The water one - this is just one scientific opinion and i imagine many exist, but i can't find any true source on this. My immediate reaction to his explanation about the uniform electric field is to consider the field projected by the cup - prior warning simplifications are rife. Approximate the electric field emitted by the negatively charged cup as being normal to the surface at any point on the surface. You bring that field towards the water, and if there is indeed a more positively charged side, then it would experience a force in an electric field. We can safely believe that the water molecules will fall facing in all directions (fluid dynamics ensuring a nice distribution of particles within the stream allowing us to believe that), and any that are not pointed exactly parallel to the electric field will experience some kind of force. However water can also have a meniscus, which might encourage the water to "stick together" a bit and head towards the negative source, but i'm not sure about that in a flowing/falling context.

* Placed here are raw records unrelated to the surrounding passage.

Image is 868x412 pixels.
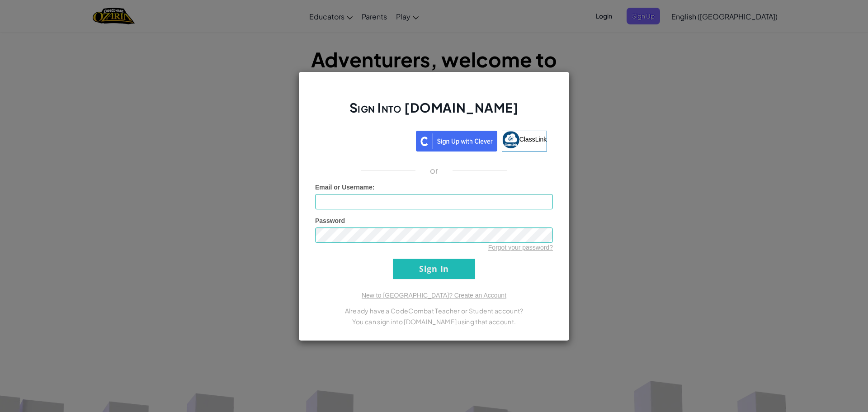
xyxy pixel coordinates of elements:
p: or [430,165,439,176]
h2: Sign Into [DOMAIN_NAME] [315,99,553,125]
span: Email or Username [315,183,373,191]
label: : [315,183,375,192]
a: Forgot your password? [489,243,553,251]
img: classlink-logo-small.png [503,131,520,148]
img: clever_sso_button@2x.png [416,131,498,151]
span: Password [315,217,345,225]
iframe: Sign in with Google Button [317,130,416,150]
a: New to [GEOGRAPHIC_DATA]? Create an Account [362,292,507,299]
p: You can sign into [DOMAIN_NAME] using that account. [315,316,553,326]
p: Already have a CodeCombat Teacher or Student account? [315,305,553,316]
span: ClassLink [520,135,547,142]
input: Sign In [393,258,476,279]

The fundamental point here is that an electric field is introduced to the water which responds by moving towards the source of the field. He hasn't shown me anything to doubt the standard explanation, and i don't understand why he thinks that the molecule wouldn't experience a force if it is as described. Without using electric charge to explain it, and i'm quite certain it isn't magnetic (the only other associated phenomenon), he's basically saying it's magic?

@robbersdog49 got the cane and cereal ones, and the teabag one is of course just the fact that the burning teabag heats nearby air, hot air rises which causes cooler air to rush in from the side and below, which causes a bit of an upwards current of flowing air, and when the remnant of the teabag is light enough, it is lifted by that force. As it burns lower, there's less fuel (paper) and it's less hot, so the force drops, so it only happens when it's nearly ash and very light. The last piece almost doesn't make it.